Charting the Rise of Measles in Canada

Understanding this highly contagious viral infection.

Charting the Rise of Measles in Canada

In a way, measles is like an airplane crash: it makes the news because it’s uncommon. Still, 2014 saw a higher-than-average rate of measles within our borders, according to Public Health Canada. In recent years, there have been several significant outbreaks-including one in Quebec in 2011, with 725 cases.

The signature symptom of the measles is aesthetic: a blotchy rash. More dangerously, it weakens the immune system for weeks, which can lead to complications. On average, out of every 1,000 measles patients in a developed country, 100 will get pneumonia or another opportunistic infection; one will get a swollen brain with possible brain damage; and one to two will die.

With such a low mortality rate, measles may not sound like a major threat, but its contagiousness amplifies its impact. The virus remains alive and can be spread through the air or on surfaces for up to two hours-you can easily catch it from someone coughing or sneezing.

If surrounded by people without immunity from prior infection or vaccination, each patient would give measles to around 17 others. Because of these factors, the virus used to affect the majority of Canadian children-and kill around 300 each year-before the vaccine became available in the 1960s.

Elsewhere, measles still kills: in 2013, there were 145,700 related deaths worldwide, most of them children. That said, the young are increasingly being vaccinated-the 2013 death count was 75 per cent lower than it had been in 2000. Indeed, the World Health Organization (WHO) is targeting measles for global eradication, a realistic goal given that humans are the virus’s only natural host.

But until the WHO succeeds, there is a very real risk of bringing measles home from abroad. Most of this country’s flare-ups begin with a Canadian who recently travelled internationally.

Although Canada’s overall vaccin­ation rate remains high, there are certain places where it’s not high enough-the WHO recommends 95 per cent to provide “herd im­munity.” For example, one of the recent outbreaks in British Columbia’s Fraser Valley centred around a religious group that shunned vaccines.

Measles-mumps-rubella (MMR) shots don’t guarantee that a child won’t get measles, but they bring the risk down to almost nil. The more people who go in for it, the lower the chance the virus will spread to anyone-including babies who are too young for the vaccine and the min­ority of people who don’t respond to it. Covering immunity gaps would go a long way toward improving our spotty infection record.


Aim of the task: Search the records for the string "tangent" and return each line that has it.

Data extract:
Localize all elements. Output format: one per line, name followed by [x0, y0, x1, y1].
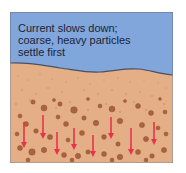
caption-line-2: coarse, heavy particles — [18, 34, 168, 46]
caption-line-1: Current slows down; — [18, 22, 168, 34]
caption-line-3: settle first — [18, 46, 168, 58]
diagram-caption: Current slows down; coarse, heavy partic… — [18, 22, 168, 58]
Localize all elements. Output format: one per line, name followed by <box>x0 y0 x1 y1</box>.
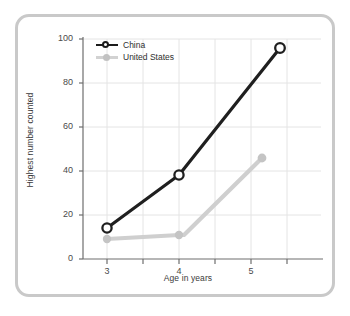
line-chart: 100 80 60 40 20 0 3 4 5 Highest number c… <box>18 17 338 300</box>
data-point-us-age4 <box>175 231 183 239</box>
data-point-china-age5 <box>275 43 285 53</box>
y-axis-title: Highest number counted <box>25 70 35 210</box>
data-point-china-age4 <box>174 170 183 179</box>
y-tick-label-80: 80 <box>47 77 73 87</box>
series-china <box>102 43 284 232</box>
chart-legend: China United States <box>96 39 174 63</box>
legend-label-united-states: United States <box>118 52 174 62</box>
legend-label-china: China <box>118 40 145 50</box>
data-point-china-age3 <box>102 223 111 232</box>
y-tick-label-20: 20 <box>47 209 73 219</box>
data-point-us-age3 <box>103 235 111 243</box>
open-circle-marker-icon <box>96 39 118 51</box>
horizontal-gridlines <box>83 39 321 215</box>
y-tick-label-0: 0 <box>47 253 73 263</box>
legend-item-united-states: United States <box>96 51 174 63</box>
y-tick-label-60: 60 <box>47 121 73 131</box>
filled-circle-marker-icon <box>96 51 118 63</box>
data-point-us-age5 <box>258 154 267 163</box>
figure-card: 100 80 60 40 20 0 3 4 5 Highest number c… <box>15 14 335 297</box>
legend-item-china: China <box>96 39 174 51</box>
y-tick-label-40: 40 <box>47 165 73 175</box>
x-axis-title: Age in years <box>88 273 288 283</box>
x-axis-ticks <box>107 259 287 264</box>
y-tick-label-100: 100 <box>47 33 73 43</box>
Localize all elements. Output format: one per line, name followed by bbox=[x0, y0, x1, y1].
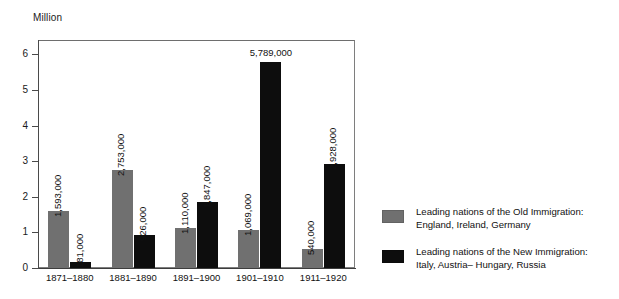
legend-swatch-old bbox=[382, 210, 404, 223]
y-tick-label: 0 bbox=[14, 263, 28, 273]
y-axis-title: Million bbox=[33, 12, 62, 23]
y-tick-label: 2 bbox=[14, 192, 28, 202]
bar-value-label: 1,593,000 bbox=[53, 175, 63, 217]
y-tick-label: 3 bbox=[14, 156, 28, 166]
x-tick-label-1: 1881–1890 bbox=[109, 272, 157, 283]
chart-root: Million 0123456 1,593,000181,0002,753,00… bbox=[0, 0, 619, 299]
x-tick-label-0: 1871–1880 bbox=[46, 272, 94, 283]
bar-new-3[interactable] bbox=[260, 62, 281, 268]
legend: Leading nations of the Old Immigration:E… bbox=[382, 206, 614, 286]
legend-label: Leading nations of the New Immigration:I… bbox=[416, 246, 614, 271]
y-tick-label: 5 bbox=[14, 85, 28, 95]
bar-value-label: 1,069,000 bbox=[243, 194, 253, 236]
bar-value-label: 1,847,000 bbox=[202, 166, 212, 208]
bar-old-2[interactable] bbox=[175, 228, 196, 268]
y-tick-label: 6 bbox=[14, 49, 28, 59]
legend-label-line2: Italy, Austria– Hungary, Russia bbox=[416, 259, 614, 272]
legend-item-new[interactable]: Leading nations of the New Immigration:I… bbox=[382, 246, 614, 272]
legend-swatch-new bbox=[382, 250, 404, 263]
bar-new-4[interactable] bbox=[324, 164, 345, 268]
bar-old-1[interactable] bbox=[112, 170, 133, 268]
x-tick-label-3: 1901–1910 bbox=[236, 272, 284, 283]
bar-value-label: 2,928,000 bbox=[328, 127, 338, 169]
bar-value-label: 181,000 bbox=[75, 233, 85, 267]
legend-item-old[interactable]: Leading nations of the Old Immigration:E… bbox=[382, 206, 614, 232]
x-tick-label-4: 1911–1920 bbox=[300, 272, 347, 283]
legend-label: Leading nations of the Old Immigration:E… bbox=[416, 206, 614, 231]
bar-new-2[interactable] bbox=[197, 202, 218, 268]
bar-value-label: 2,753,000 bbox=[116, 134, 126, 176]
bar-value-label: 540,000 bbox=[306, 220, 316, 254]
x-axis-line bbox=[38, 268, 356, 269]
bar-value-label: 926,000 bbox=[138, 207, 148, 241]
y-tick-mark bbox=[32, 268, 39, 269]
legend-label-line1: Leading nations of the Old Immigration: bbox=[416, 206, 614, 219]
y-tick-label: 1 bbox=[14, 227, 28, 237]
y-tick-label: 4 bbox=[14, 121, 28, 131]
bar-old-0[interactable] bbox=[48, 211, 69, 268]
legend-label-line2: England, Ireland, Germany bbox=[416, 219, 614, 232]
legend-label-line1: Leading nations of the New Immigration: bbox=[416, 246, 614, 259]
bar-value-label: 1,110,000 bbox=[180, 193, 190, 235]
x-tick-label-2: 1891–1900 bbox=[173, 272, 221, 283]
bar-value-label: 5,789,000 bbox=[250, 48, 292, 58]
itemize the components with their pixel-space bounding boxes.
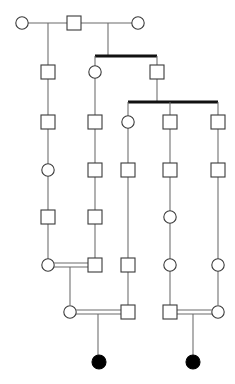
unaffected-male-symbol[interactable] [41,65,55,79]
unaffected-female-symbol[interactable] [42,259,54,271]
unaffected-female-symbol[interactable] [89,66,101,78]
unaffected-male-symbol[interactable] [163,163,177,177]
unaffected-male-symbol[interactable] [41,210,55,224]
unaffected-female-symbol[interactable] [16,17,28,29]
unaffected-male-symbol[interactable] [88,163,102,177]
unaffected-male-symbol[interactable] [163,305,177,319]
unaffected-female-symbol[interactable] [122,116,134,128]
unaffected-male-symbol[interactable] [121,305,135,319]
unaffected-female-symbol[interactable] [132,17,144,29]
affected-female-symbol[interactable] [186,355,200,369]
unaffected-male-symbol[interactable] [211,163,225,177]
unaffected-male-symbol[interactable] [211,115,225,129]
canvas-background [0,0,235,384]
unaffected-female-symbol[interactable] [42,164,54,176]
unaffected-male-symbol[interactable] [150,65,164,79]
unaffected-male-symbol[interactable] [121,258,135,272]
pedigree-canvas [0,0,235,384]
unaffected-male-symbol[interactable] [163,115,177,129]
unaffected-male-symbol[interactable] [67,16,81,30]
unaffected-female-symbol[interactable] [64,306,76,318]
unaffected-female-symbol[interactable] [164,259,176,271]
unaffected-female-symbol[interactable] [212,306,224,318]
unaffected-female-symbol[interactable] [212,259,224,271]
unaffected-male-symbol[interactable] [41,115,55,129]
pedigree-chart [0,0,235,384]
unaffected-male-symbol[interactable] [121,163,135,177]
unaffected-female-symbol[interactable] [164,211,176,223]
unaffected-male-symbol[interactable] [88,115,102,129]
unaffected-male-symbol[interactable] [88,258,102,272]
unaffected-male-symbol[interactable] [88,210,102,224]
affected-female-symbol[interactable] [92,355,106,369]
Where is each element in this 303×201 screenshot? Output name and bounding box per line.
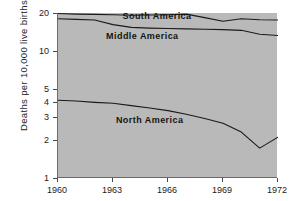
series-annotation: North America [116,115,184,125]
y-tick-label: 3 [44,112,49,122]
series-annotation: South America [122,11,191,21]
x-tick-label: 1969 [212,185,232,195]
y-tick-label: 2 [44,135,49,145]
x-tick-mark [112,178,113,182]
x-tick-mark [222,178,223,182]
y-tick-label: 5 [44,84,49,94]
x-tick-mark [167,178,168,182]
series-annotation: Middle America [106,31,179,41]
y-tick-label: 1 [44,173,49,183]
x-tick-mark [277,178,278,182]
x-tick-label: 1960 [47,185,67,195]
y-tick-label: 10 [39,46,49,56]
x-tick-label: 1963 [102,185,122,195]
x-tick-mark [57,178,58,182]
y-tick-label: 4 [44,97,49,107]
x-tick-label: 1966 [157,185,177,195]
y-tick-label: 20 [39,8,49,18]
x-tick-label: 1972 [267,185,287,195]
x-axis: 19601963196619691972 [57,178,282,201]
chart-figure: Deaths per 10,000 live births 123451020 … [0,0,303,201]
y-axis: 123451020 [0,13,57,178]
plot-area: South AmericaMiddle AmericaNorth America [57,13,277,178]
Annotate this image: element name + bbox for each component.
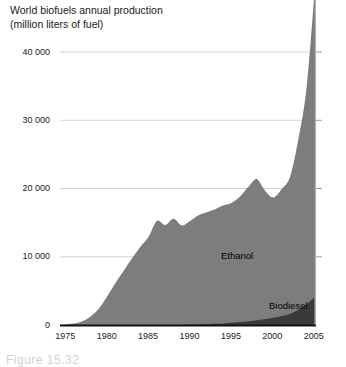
y-tick-label-10000: 10 000 (4, 251, 50, 261)
figure-caption: Figure 15.32 (6, 353, 79, 367)
y-tick-label-20000: 20 000 (4, 183, 50, 193)
series-label-biodiesel: Biodiesel (269, 300, 308, 311)
x-tick-label-1980: 1980 (87, 331, 127, 341)
x-tick-label-1985: 1985 (128, 331, 168, 341)
area-ethanol (57, 0, 315, 326)
y-tick-label-0: 0 (4, 320, 50, 330)
x-tick-label-1995: 1995 (211, 331, 251, 341)
x-tick-label-2000: 2000 (252, 331, 292, 341)
y-tick-label-30000: 30 000 (4, 115, 50, 125)
x-tick-label-1975: 1975 (45, 331, 85, 341)
series-areas (57, 0, 315, 326)
x-tick-label-1990: 1990 (170, 331, 210, 341)
y-tick-label-40000: 40 000 (4, 47, 50, 57)
series-label-ethanol: Ethanol (221, 250, 253, 261)
x-tick-label-2005: 2005 (294, 331, 334, 341)
right-axis-ticks (316, 52, 322, 257)
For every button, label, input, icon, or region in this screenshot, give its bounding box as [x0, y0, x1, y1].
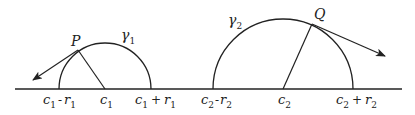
tangent-arrow-q	[312, 24, 385, 56]
curve-label-gamma-2: γ2	[228, 12, 242, 31]
radius-line-p	[78, 50, 105, 89]
tick-label-c2-minus-r2: c2-r2	[201, 92, 232, 110]
tick-label-c2: c2	[278, 92, 291, 110]
semicircle-gamma-1	[59, 43, 151, 89]
radius-line-q	[283, 24, 312, 89]
point-label-q: Q	[314, 6, 326, 22]
point-label-p: P	[70, 33, 81, 49]
tick-label-c1: c1	[100, 92, 113, 110]
curve-label-gamma-1: γ1	[121, 27, 135, 46]
tick-label-c2-plus-r2: c2+r2	[336, 92, 377, 110]
diagram-canvas: P γ1 Q γ2 c1-r1 c1 c1+r1 c2-r2 c2 c2+r2	[0, 0, 415, 115]
tangent-arrow-p	[33, 50, 78, 80]
tick-label-c1-plus-r1: c1+r1	[135, 92, 176, 110]
tick-label-c1-minus-r1: c1-r1	[43, 92, 76, 110]
semicircle-gamma-2	[213, 19, 353, 89]
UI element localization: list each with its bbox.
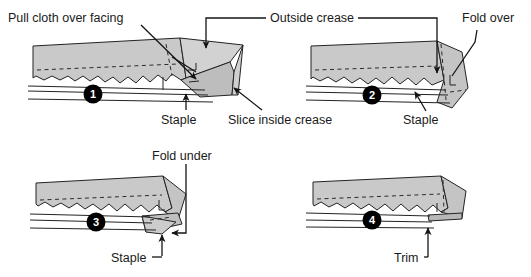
step-badge-1-number: 1	[90, 88, 96, 100]
panel-3: 3 Fold under Staple	[30, 149, 212, 265]
panel-2: 2 Outside crease Fold over Staple	[206, 11, 514, 127]
staple-label-2: Staple	[403, 113, 438, 127]
step-badge-2-number: 2	[369, 89, 375, 101]
fold-under-label: Fold under	[152, 149, 212, 163]
cloth-body-2	[311, 41, 444, 85]
step-badge-3-number: 3	[93, 216, 99, 228]
instruction-diagram: 1 Pull cloth over facing Staple Slice in…	[0, 0, 531, 277]
frame-rail-top-1	[28, 86, 205, 90]
slice-leader	[234, 88, 262, 110]
outside-crease-label: Outside crease	[270, 11, 354, 25]
cloth-body-4	[313, 176, 448, 212]
staple-label-1: Staple	[161, 113, 196, 127]
trim-edge-4	[428, 213, 462, 221]
trim-label: Trim	[394, 251, 419, 265]
fold-over-label: Fold over	[462, 11, 514, 25]
step-badge-4-number: 4	[369, 214, 376, 226]
staple-label-3: Staple	[111, 251, 146, 265]
frame-rail-mid-1	[28, 91, 208, 95]
cloth-body-1	[33, 38, 186, 83]
panel-4: 4 Trim	[306, 176, 466, 265]
frame-rail-bot-1	[28, 99, 213, 102]
cloth-body-3	[36, 176, 172, 212]
panel-1: 1 Pull cloth over facing Staple Slice in…	[8, 11, 332, 127]
pull-cloth-over-facing-label: Pull cloth over facing	[8, 11, 123, 25]
slice-inside-crease-label: Slice inside crease	[228, 113, 332, 127]
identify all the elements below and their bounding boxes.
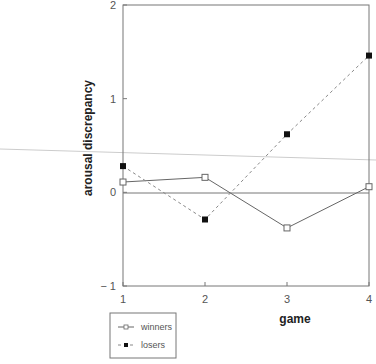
filled-square-marker-icon	[366, 53, 372, 59]
line-chart: 1234− 1012 game arousal discrepancy winn…	[0, 0, 376, 364]
tick-labels: 1234− 1012	[100, 0, 372, 305]
legend-label-losers: losers	[141, 340, 166, 350]
open-square-marker-icon	[202, 174, 208, 180]
filled-square-marker-icon	[120, 163, 126, 169]
filled-square-marker-icon	[284, 131, 290, 137]
scan-artifact-line	[0, 149, 376, 160]
y-tick-label: − 1	[100, 280, 116, 292]
y-tick-label: 0	[110, 186, 116, 198]
open-square-marker-icon	[366, 184, 372, 190]
series-layer	[120, 53, 372, 231]
open-square-marker-icon	[284, 225, 290, 231]
series-winners	[120, 174, 372, 231]
losers-line	[123, 56, 369, 220]
winners-line	[123, 177, 369, 228]
open-square-marker-icon	[124, 325, 128, 329]
x-axis-title: game	[279, 312, 311, 326]
y-tick-label: 1	[110, 93, 116, 105]
axis-ticks	[123, 5, 369, 286]
filled-square-marker-icon	[124, 343, 128, 347]
x-tick-label: 2	[202, 293, 208, 305]
open-square-marker-icon	[120, 179, 126, 185]
x-tick-label: 1	[120, 293, 126, 305]
x-tick-label: 4	[366, 293, 372, 305]
legend-box	[110, 313, 176, 358]
y-axis-title: arousal discrepancy	[81, 80, 95, 196]
series-losers	[120, 53, 372, 223]
x-tick-label: 3	[284, 293, 290, 305]
legend: winners losers	[110, 313, 176, 358]
plot-frame	[123, 5, 369, 286]
y-tick-label: 2	[110, 0, 116, 11]
filled-square-marker-icon	[202, 216, 208, 222]
legend-label-winners: winners	[140, 322, 173, 332]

Your solution:
tangent-arrow-q	[312, 24, 385, 56]
tangent-arrow-p	[33, 50, 78, 80]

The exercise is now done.